I suspect this is probably unique to me.  Can you point me to the code? 
 I've looked in tools.py and dal.py but I can't find the exact spot where 
Python True becomes 'T'.

All the inserts were done using grid or SQLFORM.

Here is the output from psql:
 is_active           | character(1)                | 

Notice there's no default for is_active.

Here is the select that was failing.

This is the only table I have where is_active isn't boolean.  

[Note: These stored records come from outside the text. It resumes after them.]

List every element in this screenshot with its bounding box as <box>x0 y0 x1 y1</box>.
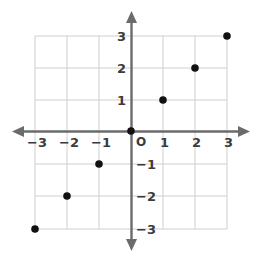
data-point <box>127 127 135 135</box>
coordinate-plane-graph: −3 −2 −1 1 2 3 3 2 1 −1 −2 −3 O <box>0 0 260 257</box>
y-tick-label-neg1: −1 <box>136 158 156 171</box>
y-tick-label-1: 1 <box>117 94 126 107</box>
y-axis-bottom-arrow <box>126 239 137 251</box>
x-tick-label-neg2: −2 <box>59 136 79 149</box>
x-tick-label-neg3: −3 <box>27 136 47 149</box>
y-tick-label-3: 3 <box>117 30 126 43</box>
x-axis-left-arrow <box>12 126 24 137</box>
y-axis-top-arrow <box>126 11 137 23</box>
origin-label: O <box>136 136 146 148</box>
data-point <box>31 225 39 233</box>
x-tick-label-2: 2 <box>192 136 201 149</box>
coordinate-plane-canvas <box>0 0 260 257</box>
data-point <box>191 64 199 72</box>
data-point <box>95 160 103 168</box>
x-tick-label-3: 3 <box>224 136 233 149</box>
data-point <box>63 192 71 200</box>
y-tick-label-neg3: −3 <box>136 223 156 236</box>
data-point <box>159 96 167 104</box>
y-tick-label-2: 2 <box>117 62 126 75</box>
data-point <box>223 32 231 40</box>
x-axis-right-arrow <box>238 126 250 137</box>
y-tick-label-neg2: −2 <box>136 190 156 203</box>
x-tick-label-1: 1 <box>160 136 169 149</box>
x-tick-label-neg1: −1 <box>91 136 111 149</box>
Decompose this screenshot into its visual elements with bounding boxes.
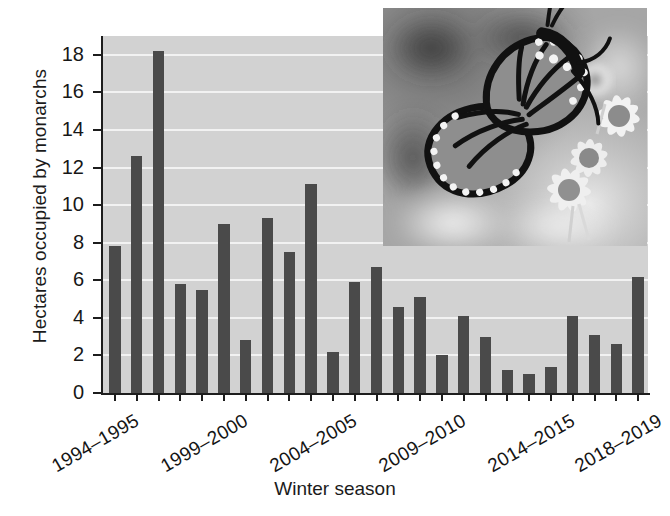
x-axis-tick [179, 394, 181, 401]
x-axis-tick-label: 2014–2015 [484, 410, 579, 478]
y-axis-tick-label: 18 [24, 44, 84, 64]
y-axis-tick-label: 16 [24, 81, 84, 101]
x-axis-tick [419, 394, 421, 401]
bar [109, 246, 120, 393]
x-axis-title: Winter season [0, 478, 670, 500]
bar [393, 307, 404, 393]
monarch-butterfly-photo [383, 8, 647, 246]
x-axis-tick [637, 394, 639, 401]
bar [545, 367, 556, 393]
x-axis-tick [615, 394, 617, 401]
x-axis-tick [158, 394, 160, 401]
x-axis-tick [332, 394, 334, 401]
y-axis-tick-label: 0 [24, 382, 84, 402]
bar [589, 335, 600, 393]
bar [436, 355, 447, 393]
bar [458, 316, 469, 393]
x-axis-tick [376, 394, 378, 401]
bar [349, 282, 360, 393]
bar [632, 277, 643, 393]
bar [240, 340, 251, 393]
y-axis-tick [93, 91, 102, 93]
x-axis-tick [485, 394, 487, 401]
monarch-population-bar-chart: Hectares occupied by monarchs 0246810121… [0, 0, 670, 516]
x-axis-tick [245, 394, 247, 401]
bar [305, 184, 316, 393]
y-axis-tick [93, 204, 102, 206]
bar [502, 370, 513, 393]
x-axis-tick [441, 394, 443, 401]
x-axis-tick-label: 1994–1995 [48, 410, 143, 478]
x-axis-tick-label: 2004–2005 [266, 410, 361, 478]
y-axis-tick [93, 54, 102, 56]
bar [196, 290, 207, 393]
x-axis-tick [594, 394, 596, 401]
y-axis-tick-label: 14 [24, 119, 84, 139]
bar [218, 224, 229, 393]
y-axis-line [101, 36, 103, 395]
bar [523, 374, 534, 393]
y-axis-tick-label: 10 [24, 194, 84, 214]
x-axis-tick [310, 394, 312, 401]
bar [567, 316, 578, 393]
x-axis-tick-label: 2018–2019 [571, 410, 666, 478]
x-axis-tick [463, 394, 465, 401]
x-axis-tick [354, 394, 356, 401]
bar [327, 352, 338, 393]
x-axis-tick [267, 394, 269, 401]
bar [262, 218, 273, 393]
y-axis-tick-label: 8 [24, 232, 84, 252]
x-axis-tick [136, 394, 138, 401]
y-axis-tick [93, 167, 102, 169]
bar [371, 267, 382, 393]
y-axis-tick [93, 279, 102, 281]
bar [131, 156, 142, 393]
bar [480, 337, 491, 393]
bar [153, 51, 164, 393]
x-axis-tick [223, 394, 225, 401]
y-axis-tick [93, 354, 102, 356]
x-axis-tick [201, 394, 203, 401]
x-axis-tick [550, 394, 552, 401]
bar [284, 252, 295, 393]
y-axis-tick [93, 242, 102, 244]
bar [611, 344, 622, 393]
x-axis-tick [397, 394, 399, 401]
y-axis-tick-label: 12 [24, 157, 84, 177]
y-axis-tick-label: 4 [24, 307, 84, 327]
x-axis-tick [528, 394, 530, 401]
y-axis-tick-label: 6 [24, 269, 84, 289]
y-axis-tick [93, 392, 102, 394]
x-axis-tick-label: 2009–2010 [375, 410, 470, 478]
x-axis-tick [288, 394, 290, 401]
x-axis-tick [114, 394, 116, 401]
y-axis-tick [93, 317, 102, 319]
y-axis-tick-label: 2 [24, 344, 84, 364]
x-axis-tick-label: 1999–2000 [157, 410, 252, 478]
y-axis-tick [93, 129, 102, 131]
x-axis-tick [572, 394, 574, 401]
bar [414, 297, 425, 393]
x-axis-tick [506, 394, 508, 401]
bar [175, 284, 186, 393]
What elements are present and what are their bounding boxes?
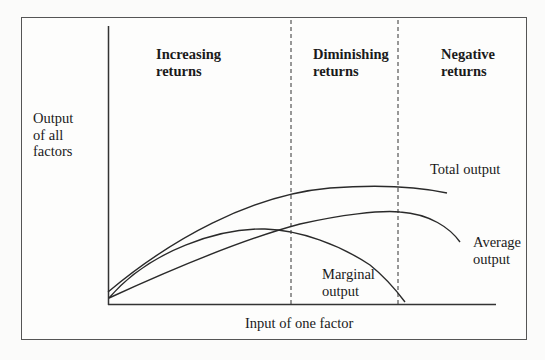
x-axis-label: Input of one factor bbox=[245, 315, 353, 332]
marginal-output-label-line-2: output bbox=[322, 283, 375, 300]
region-label-diminishing-line-1: Diminishing bbox=[313, 46, 389, 63]
region-label-increasing: Increasing returns bbox=[156, 46, 221, 79]
region-label-diminishing: Diminishing returns bbox=[313, 46, 389, 79]
y-axis-label-line-2: of all bbox=[33, 127, 73, 144]
region-label-negative-line-2: returns bbox=[441, 63, 495, 80]
region-label-increasing-line-2: returns bbox=[156, 63, 221, 80]
region-label-negative-line-1: Negative bbox=[441, 46, 495, 63]
region-label-diminishing-line-2: returns bbox=[313, 63, 389, 80]
average-output-curve bbox=[109, 212, 460, 298]
y-axis-label-line-3: factors bbox=[33, 143, 73, 160]
average-output-label-line-2: output bbox=[473, 251, 521, 268]
average-output-label: Average output bbox=[473, 234, 521, 267]
average-output-label-line-1: Average bbox=[473, 234, 521, 251]
y-axis-label: Output of all factors bbox=[33, 110, 73, 160]
y-axis-label-line-1: Output bbox=[33, 110, 73, 127]
marginal-output-label: Marginal output bbox=[322, 266, 375, 299]
region-label-increasing-line-1: Increasing bbox=[156, 46, 221, 63]
region-label-negative: Negative returns bbox=[441, 46, 495, 79]
marginal-output-label-line-1: Marginal bbox=[322, 266, 375, 283]
total-output-label: Total output bbox=[430, 161, 500, 178]
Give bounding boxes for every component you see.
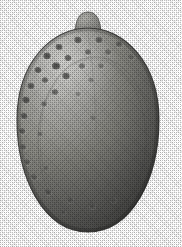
specimen-illustration (0, 0, 182, 247)
figure-canvas: pitted ovoid specimen dorsal view surfac… (0, 0, 182, 247)
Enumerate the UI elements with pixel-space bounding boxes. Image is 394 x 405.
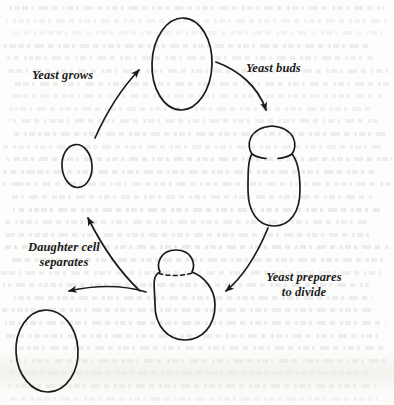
cell-separated-daughter-cell bbox=[14, 308, 80, 393]
arrow-daughter-cell-separates bbox=[69, 287, 146, 292]
label-yeast-buds: Yeast buds bbox=[246, 61, 336, 76]
cell-grown-mother-cell bbox=[150, 17, 213, 111]
division-septum-dashed-line bbox=[159, 273, 194, 276]
label-daughter-cell-separates: Daughter cell separates bbox=[14, 240, 114, 269]
label-yeast-prepares-to-divide: Yeast prepares to divide bbox=[252, 270, 356, 299]
figure-canvas: Yeast grows Yeast buds Daughter cell sep… bbox=[0, 0, 394, 405]
budding-cell-neck-left bbox=[252, 154, 266, 159]
label-yeast-grows: Yeast grows bbox=[32, 68, 127, 83]
cell-budding-cell bbox=[248, 126, 300, 226]
budding-cell-neck-right bbox=[278, 154, 292, 159]
cell-small-daughter-cell bbox=[61, 144, 94, 189]
cell-dividing-cell bbox=[154, 250, 215, 340]
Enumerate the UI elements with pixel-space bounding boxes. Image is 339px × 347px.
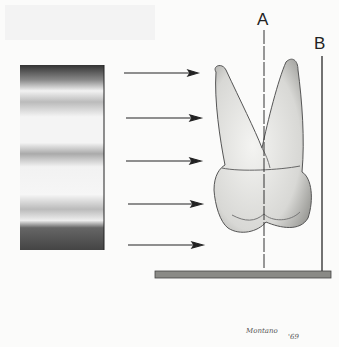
- label-a: A: [257, 10, 268, 30]
- tooth: [214, 59, 311, 232]
- drawing: [0, 0, 339, 347]
- signature: Montano: [246, 327, 278, 335]
- smudge: [5, 5, 155, 40]
- label-b: B: [314, 34, 325, 54]
- arrows: [124, 70, 203, 248]
- signature-year: '69: [288, 333, 299, 341]
- film-strip: [20, 65, 104, 250]
- base-plate: [155, 271, 331, 278]
- illustration: A B Montano '69: [0, 0, 339, 347]
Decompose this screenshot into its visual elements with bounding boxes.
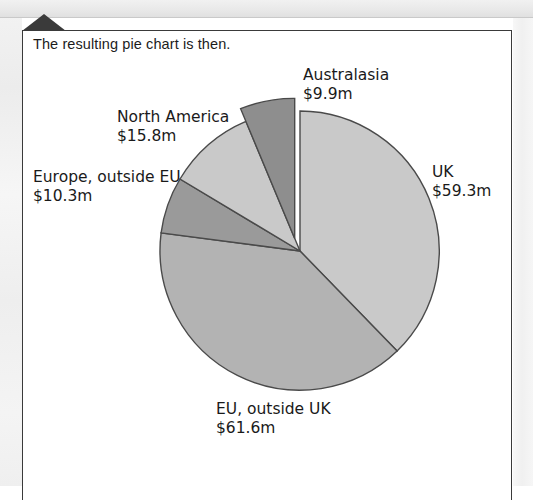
callout-box (22, 30, 512, 500)
page-margin-top (0, 0, 533, 17)
caption-text: The resulting pie chart is then. (33, 36, 230, 52)
page-margin-right (513, 18, 533, 486)
callout-pointer-triangle (22, 14, 66, 31)
page-margin-left (0, 0, 22, 486)
page-margin-top-rule (0, 17, 533, 18)
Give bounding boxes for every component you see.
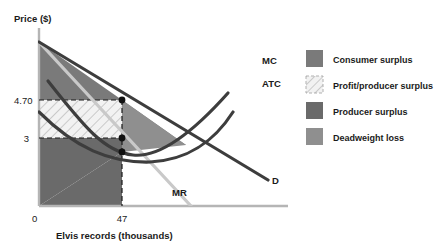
legend: Consumer surplus Profit/producer surplus… — [306, 50, 433, 145]
consumer-surplus-swatch — [306, 50, 323, 67]
x-tick-label-0: 0 — [32, 213, 37, 224]
monopoly-graph: Price ($) Elvis records (thousands) 4.70… — [0, 0, 443, 244]
profit-surplus-swatch — [306, 76, 323, 93]
legend-item-label-1: Profit/producer surplus — [333, 81, 433, 91]
mr-curve-label: MR — [172, 187, 187, 198]
monopoly-price-marker — [119, 97, 126, 104]
legend-item-label-2: Producer surplus — [333, 107, 408, 117]
y-axis-title: Price ($) — [14, 13, 52, 24]
figure-root: Price ($) Elvis records (thousands) 4.70… — [0, 0, 443, 244]
y-tick-label-3: 3 — [24, 133, 29, 144]
x-tick-label-47: 47 — [117, 213, 128, 224]
mc-mr-marker — [119, 149, 126, 156]
atc-marker — [119, 135, 126, 142]
legend-item-label-0: Consumer surplus — [333, 55, 413, 65]
producer-surplus-swatch — [306, 102, 323, 119]
demand-curve-label: D — [272, 175, 279, 186]
y-tick-label-470: 4.70 — [14, 95, 33, 106]
legend-item-label-3: Deadweight loss — [333, 133, 404, 143]
atc-curve-label: ATC — [262, 78, 281, 89]
x-axis-title: Elvis records (thousands) — [56, 230, 173, 241]
mc-curve-label: MC — [262, 55, 277, 66]
deadweight-loss-swatch — [306, 128, 323, 145]
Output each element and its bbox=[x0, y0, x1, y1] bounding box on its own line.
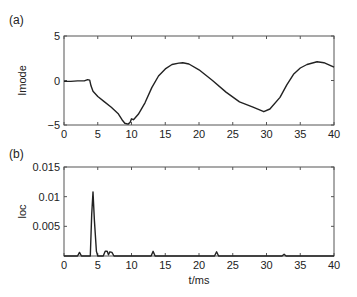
y-tick-label: 0.005 bbox=[32, 220, 60, 232]
x-tick-label: 25 bbox=[227, 259, 239, 271]
axes-frame bbox=[64, 36, 334, 125]
x-tick-label: 10 bbox=[125, 128, 137, 140]
x-tick-label: 0 bbox=[61, 128, 67, 140]
axes-frame bbox=[64, 167, 334, 256]
figure: (a) 0510152025303540−505 Imode (b) 05101… bbox=[0, 0, 357, 297]
y-tick-label: 0 bbox=[54, 75, 60, 87]
panel-b-label: (b) bbox=[9, 147, 24, 161]
x-tick-label: 15 bbox=[159, 128, 171, 140]
panel-b-plot: 05101520253035400.0050.010.015 bbox=[32, 161, 340, 271]
series-line bbox=[64, 192, 334, 256]
panel-b-ylabel: loc bbox=[16, 204, 28, 219]
panel-b-xlabel: t/ms bbox=[189, 274, 210, 286]
x-tick-label: 15 bbox=[159, 259, 171, 271]
x-tick-label: 40 bbox=[328, 128, 340, 140]
x-tick-label: 30 bbox=[260, 128, 272, 140]
x-tick-label: 25 bbox=[227, 128, 239, 140]
series-line bbox=[64, 62, 334, 124]
y-tick-label: 0.01 bbox=[39, 191, 60, 203]
panel-a-label: (a) bbox=[9, 13, 24, 27]
panel-a-plot: 0510152025303540−505 bbox=[47, 30, 340, 140]
x-tick-label: 10 bbox=[125, 259, 137, 271]
y-tick-label: 5 bbox=[54, 30, 60, 42]
x-tick-label: 35 bbox=[294, 259, 306, 271]
panel-a-ylabel: Imode bbox=[16, 65, 28, 96]
x-tick-label: 20 bbox=[193, 259, 205, 271]
x-tick-label: 0 bbox=[61, 259, 67, 271]
x-tick-label: 20 bbox=[193, 128, 205, 140]
y-tick-label: −5 bbox=[47, 119, 60, 131]
x-tick-label: 5 bbox=[95, 128, 101, 140]
x-tick-label: 30 bbox=[260, 259, 272, 271]
x-tick-label: 40 bbox=[328, 259, 340, 271]
x-tick-label: 35 bbox=[294, 128, 306, 140]
x-tick-label: 5 bbox=[95, 259, 101, 271]
y-tick-label: 0.015 bbox=[32, 161, 60, 173]
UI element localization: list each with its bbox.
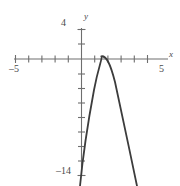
parabola-curve (80, 56, 137, 186)
plot-canvas (0, 0, 180, 186)
y-axis-name-label: y (84, 12, 88, 21)
y-axis-min-tick-label: –14 (56, 166, 71, 176)
parabola-graph-figure: –5 5 4 –14 x y (0, 0, 180, 186)
x-axis-max-tick-label: 5 (159, 64, 164, 74)
x-axis-min-tick-label: –5 (9, 64, 19, 74)
x-axis-name-label: x (169, 50, 173, 59)
y-axis-max-tick-label: 4 (61, 18, 66, 28)
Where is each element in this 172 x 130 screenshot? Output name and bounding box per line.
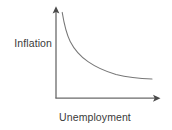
phillips-curve-figure: Inflation Unemployment — [0, 0, 172, 130]
x-axis-label: Unemployment — [0, 112, 172, 123]
y-axis-label: Inflation — [8, 38, 52, 49]
phillips-curve-line — [62, 12, 152, 79]
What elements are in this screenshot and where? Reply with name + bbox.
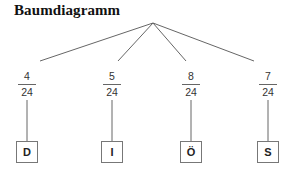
numerator: 5	[100, 71, 124, 84]
outcome-node-d: D	[16, 141, 38, 163]
branch-line-s	[153, 23, 254, 61]
tree-lines	[0, 0, 286, 175]
probability-i: 5 24	[100, 71, 124, 97]
denominator: 24	[100, 85, 124, 98]
outcome-node-s: S	[257, 141, 279, 163]
numerator: 8	[179, 71, 203, 84]
probability-s: 7 24	[256, 71, 280, 97]
probability-oe: 8 24	[179, 71, 203, 97]
numerator: 7	[256, 71, 280, 84]
outcome-node-i: I	[101, 141, 123, 163]
outcome-node-oe: Ö	[180, 141, 202, 163]
probability-d: 4 24	[15, 71, 39, 97]
numerator: 4	[15, 71, 39, 84]
denominator: 24	[15, 85, 39, 98]
denominator: 24	[179, 85, 203, 98]
denominator: 24	[256, 85, 280, 98]
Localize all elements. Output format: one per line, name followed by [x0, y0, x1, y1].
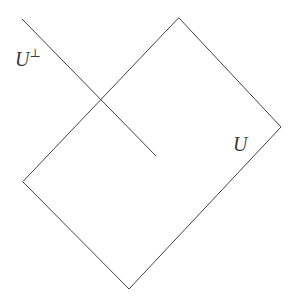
label-u: U	[233, 134, 247, 154]
label-u-perp-base: U	[15, 48, 29, 70]
figure-canvas: U⊥ U	[0, 0, 297, 298]
diagram-svg	[0, 0, 297, 298]
label-u-perp: U⊥	[15, 48, 41, 69]
perpendicular-icon: ⊥	[29, 46, 40, 60]
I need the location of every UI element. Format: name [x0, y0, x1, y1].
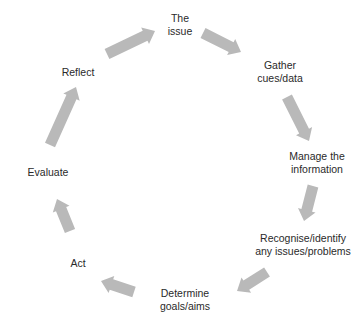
cycle-diagram: The issue Gather cues/data Manage the in…: [0, 0, 363, 330]
arrow-the-issue-to-gather-cues-icon: [201, 28, 242, 55]
step-manage-information: Manage the information: [289, 150, 344, 176]
arrow-manage-information-to-recognise-issues-icon: [298, 185, 318, 221]
step-line: Act: [70, 257, 85, 270]
step-line: Determine: [160, 287, 210, 300]
step-recognise-issues: Recognise/identify any issues/problems: [255, 232, 351, 258]
step-line: any issues/problems: [255, 245, 351, 258]
step-determine-goals: Determine goals/aims: [160, 287, 210, 313]
step-line: goals/aims: [160, 300, 210, 313]
step-reflect: Reflect: [62, 66, 95, 79]
step-line: issue: [168, 25, 193, 38]
step-gather-cues: Gather cues/data: [257, 59, 303, 85]
step-line: Recognise/identify: [255, 232, 351, 245]
step-line: Gather: [257, 59, 303, 72]
step-the-issue: The issue: [168, 12, 193, 38]
arrow-determine-goals-to-act-icon: [101, 276, 136, 297]
arrow-recognise-issues-to-determine-goals-icon: [237, 267, 270, 292]
step-line: cues/data: [257, 72, 303, 85]
arrow-act-to-evaluate-icon: [53, 199, 75, 233]
arrow-evaluate-to-reflect-icon: [45, 87, 80, 147]
step-line: Evaluate: [28, 166, 69, 179]
step-act: Act: [70, 257, 85, 270]
arrow-reflect-to-the-issue-icon: [105, 28, 155, 59]
step-line: The: [168, 12, 193, 25]
arrow-gather-cues-to-manage-information-icon: [282, 95, 312, 142]
step-line: Manage the: [289, 150, 344, 163]
step-evaluate: Evaluate: [28, 166, 69, 179]
step-line: information: [289, 163, 344, 176]
step-line: Reflect: [62, 66, 95, 79]
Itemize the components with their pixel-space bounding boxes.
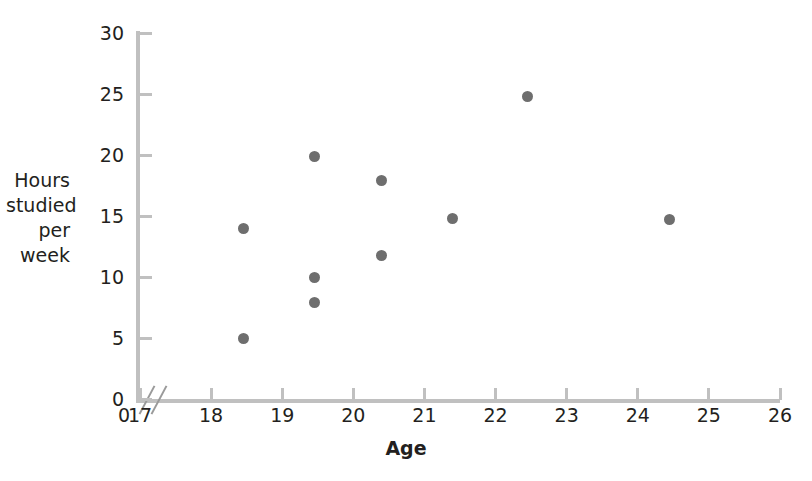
x-axis-title: Age: [0, 437, 812, 459]
data-point: [309, 272, 320, 283]
y-axis-title-line-3: per: [6, 218, 70, 243]
x-axis-tick-label: 25: [689, 404, 729, 426]
x-axis-line: [136, 399, 780, 403]
x-axis-tick-label: 19: [262, 404, 302, 426]
x-axis-tick-label: 26: [760, 404, 800, 426]
x-axis-tick-label: 18: [191, 404, 231, 426]
y-axis-tick-label: 20: [78, 144, 124, 166]
y-axis-tick-label: 15: [78, 205, 124, 227]
y-axis-title: Hours studied per week: [6, 168, 70, 268]
y-axis-tick-label: 5: [78, 327, 124, 349]
y-axis-title-line-4: week: [6, 243, 70, 268]
data-point: [309, 297, 320, 308]
x-axis-tick-label: 23: [547, 404, 587, 426]
y-axis-title-line-1: Hours: [6, 168, 70, 193]
data-point: [309, 151, 320, 162]
data-point: [376, 250, 387, 261]
data-points-layer: [140, 33, 780, 399]
data-point: [447, 213, 458, 224]
x-axis-origin-label: 0: [104, 404, 144, 426]
y-axis-tick-label: 30: [78, 22, 124, 44]
data-point: [238, 333, 249, 344]
y-axis-title-line-2: studied: [6, 193, 70, 218]
data-point: [238, 223, 249, 234]
data-point: [376, 175, 387, 186]
data-point: [664, 214, 675, 225]
x-axis-tick-label: 22: [476, 404, 516, 426]
y-axis-tick-label: 10: [78, 266, 124, 288]
x-axis-tick-label: 20: [333, 404, 373, 426]
x-axis-tick-label: 21: [404, 404, 444, 426]
scatter-plot-figure: 51015202530 17181920212223242526 0 0 Hou…: [0, 0, 812, 481]
x-axis-tick-label: 24: [618, 404, 658, 426]
y-axis-tick-label: 25: [78, 83, 124, 105]
data-point: [522, 91, 533, 102]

Here's the failing query, but I don't think it will tell us anything. 
 Using _lastsql, I could see that it was clearly looking for a 'T' in 
is_active.

    rows = db(db.customer_order.customer_id==customer_id).select(
            db.customer_order.id, db.customer_order.created_on, 
            db.customer_order_products.id,
            join = [
                db.customer_order_products.on(
                    db.customer_order_products.customer_order_id==
                    db.customer_order.id,
                    ),
                    ]
            )


On Thursday, May 23, 2013 11:06:19 PM UTC-4, Massimo Di Pierro wrote:
>
> This is a backward compatibility issues. The fact that it inserts a 't' 
> instead of a 'T' is more of a concern to me. How was the query built?
>
> The source clearly says:
>    TRUE = 'T'
>    FALSE = 'F'
>
> On Thursday, 23 May 2013 16:21:18 UTC-5, Cliff Kachinske wrote:
>>
>> auth.signature appends a "boolean" field called is_active to a table. 
>>  The default is True.
>>
>> Under the covers it's not really boolean, it's char(1).  When you insert 
>> a record, is_active is set to "t".  That's right, a lowercase t.
>>
>> Today I had the kind of problem where queries were missing records.  It 
>> turns out that the DAL was emitting queries looking for 'T' in is_active.
>>
>> The queries were missing records because Postgres is case sensitive in 
>> char fields.  
>>
>> I don't really understand why the dal adapters for Postgres transmogrify 
>> boolean fields to char(1) when Postgres supports boolean fields.  The nice 
>> thing about that is Postgres boolean fields do not care about case.
>>
>> The easy fix for this problem is make sure that any fields you have 
>> defined as boolean in your models are also boolean in Postgres.